​​Scoring Environmental Inequality: How California is paving the way for the U.S.

Last month, California released a new draft of the California Communities Environmental Health Screening Tool (CalEnviroScreen), a web-based tool for identifying communities that are disproportionately burdened and endangered by pollution. Using environmental, health, and socioeconomic data from state and federal sources, CalEnviroScreen scores the pollution burden of every census tract in the state and presents these evaluations in an interactive color-coded map that allows users to explore and compare different communities. 

Reproduction of the CalEnviroScreen map, showing the disparity between San Francisco and Oakland

In identifying communities suffering from the cumulative impacts of multiple pollutants and people who are vulnerable to the effects of pollution, CalEnviroScreen aims to address racial and economic inequalities throughout the state. Academics, activists, and nonprofit organizations alike have acknowledged how low-income communities and people of color are disproportionately impacted by and vulnerable to the negative effects of pollution. Studies show that although white Americans’ consumption disproportionately causes air pollution, Black and Hispanic Americans are disproportionately impacted by it. Across the country, people of color and people in poverty are disproportionately exposed to facilities that emit hazardous particulate matter.

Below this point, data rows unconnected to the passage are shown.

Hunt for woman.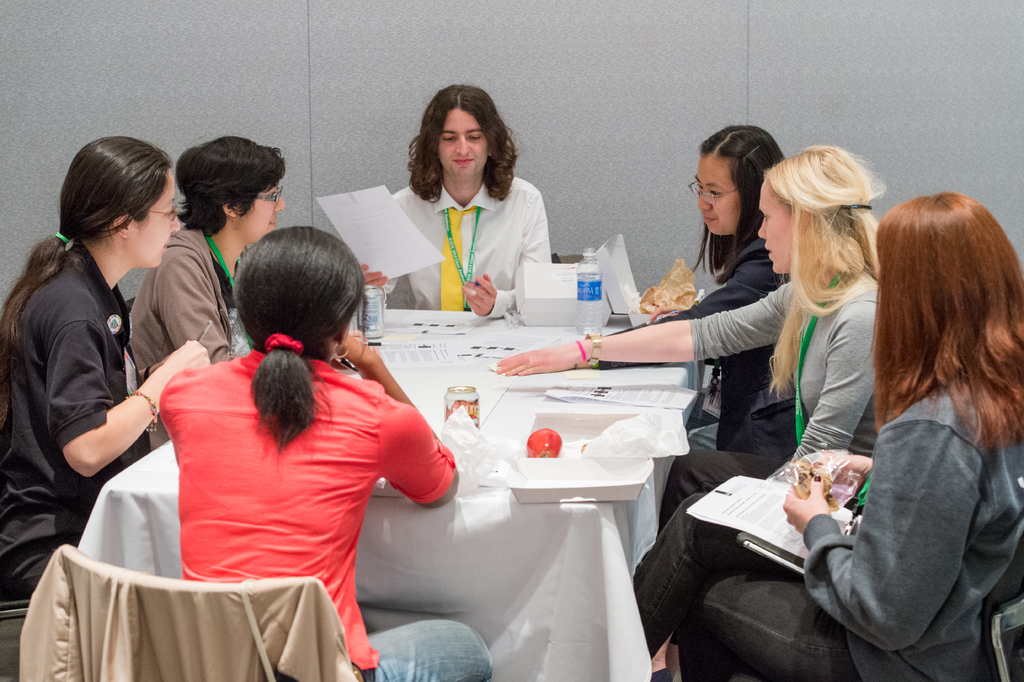
Hunted down at <region>0, 133, 235, 613</region>.
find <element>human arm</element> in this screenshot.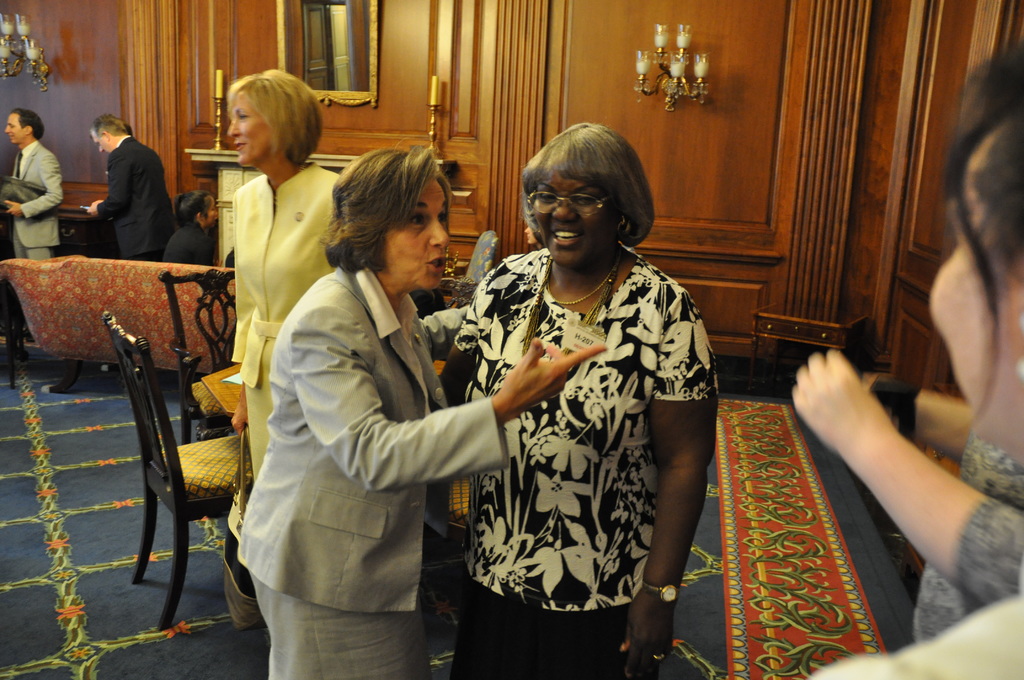
The bounding box for <element>human arm</element> is locate(83, 151, 142, 218).
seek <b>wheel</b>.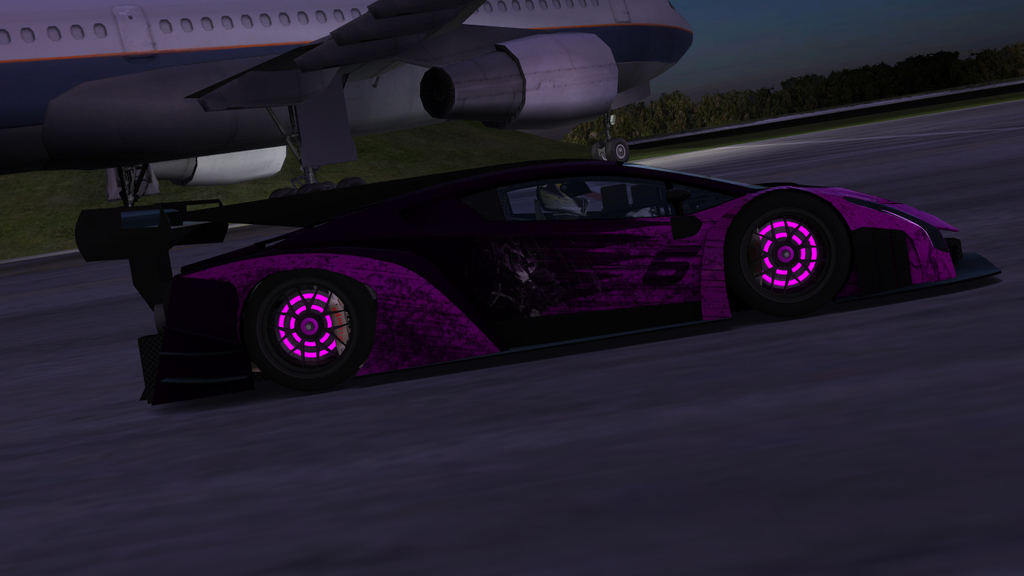
[592, 143, 604, 157].
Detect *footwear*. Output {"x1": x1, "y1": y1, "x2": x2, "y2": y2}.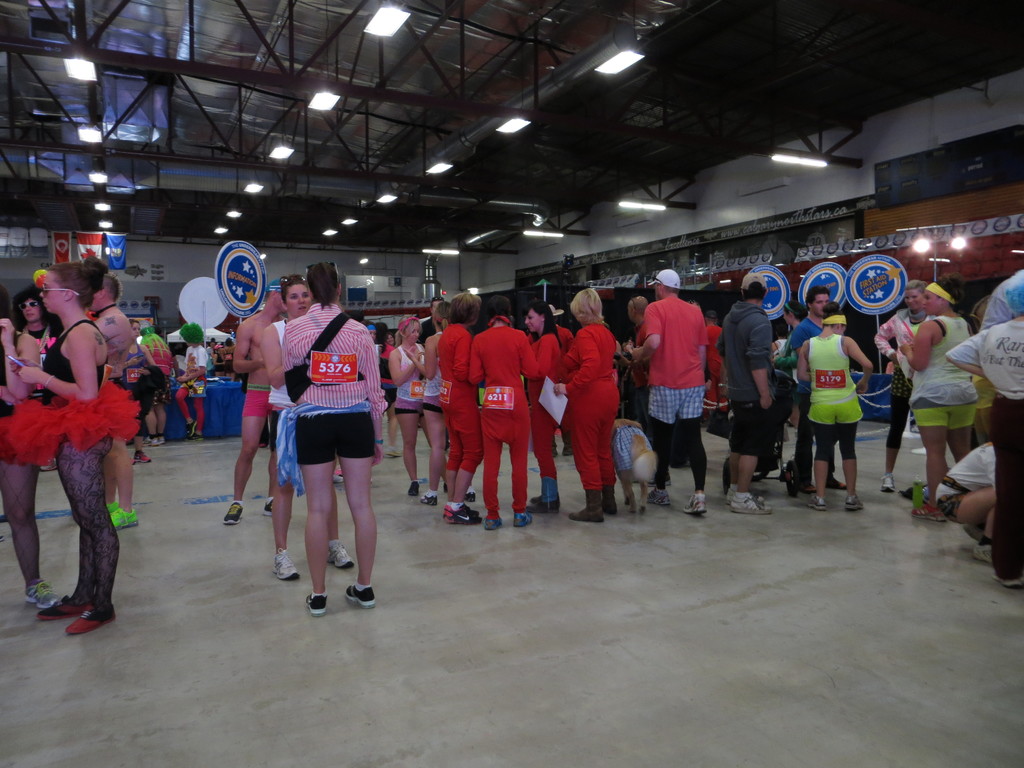
{"x1": 831, "y1": 476, "x2": 846, "y2": 490}.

Activists and nonprofit organizations have also brought attention to the toll that diseases like asthma have on communities with larger African American populations or higher poverty rates, and they have advocated for government policies to combat environmental injustices that contribute to these health disparities. 

To try to combat these inequalities, the California Environmental Protection Agency (CalEPA) uses CalEnviroScreen to inform resource allocation and policy decisions, such as the administration of environmental justice grants and enforcement of environmental laws. Ultimately, this tool serves to uphold CalEPA’s goal to ensure the fair development of laws and regulations that affect every community’s natural surroundings regardless of race, color, national origin, or income. Other state agencies also use CalEnviroScreen for a variety of programs, including those related to transportation and emissions, sustainable agriculture, and land preservation projects that reduce greenhouse gas emissions. 

CalEnviroScreen not only informs policy that affects nearly 40 million residents in California, but it could also impact the development of a similar tool at a national level. Like CalEPA, the U.S. Environmental Protection Agency’s goal is to “provide an environment where all people enjoy the same degree of protection from environmental and health hazards.” President Biden specifically included the development of a data-driven Climate and Environmental Justice Screening Tool as part of his campaign platform, and earlier this year, the White House began efforts to develop such a tool for identifying disadvantaged communities and informing equitable decision making across the federal government based on the EPA’s existing Environmental Justice Screening and Mapping Tool (EJSCREEN). The EPA began developing EJSCREEN in 2010 to highlight places to potentially focus environmental justice efforts, but unlike CalEnviroScreen, EJSCREEN and its underlying data are currently not used as a guidance for government agencies. Climate activists and the Center for American Progress have advocated for CalEnviroScreen to be used as a model for a national tool to address environmental justice concerns across the country.

With the federal government expressing interest in developing a similar environmental justice tool at the national level, and with climate change exacerbating existing racial and economic inequities, more debate and discussion on the issue can be expected. Questions about the fairness, representativeness, and effectiveness of these scoring systems remain open as these models are developed and adopted. Journalists can research the development of CalEnviroScreen since its first iteration in 2013, and they can monitor as CalEPA and other California agencies begin adopting the most recent version, draft 4.0. While CalEnviroScreen is perhaps the most notable model of a state-level environmental justice mapping and screening tool, journalists can also research similar efforts in other states (e.g. the Washington Environmental Health Disparities Map). At a federal level, journalists can learn more about EJSCREEN, which began in 2010,  and follow along with the national development of a Climate and Environmental Justice Screening Tool that began in January of this year. Those interested in these algorithms can also research the various studies (dating back to as early as the 1980s) that investigate connections between environmental injustices and racial and economic inequities. Looking to the future, journalists can research the effects that academics, activists, and other professionals expect climate change to have on environmental issues like air pollution and beyond.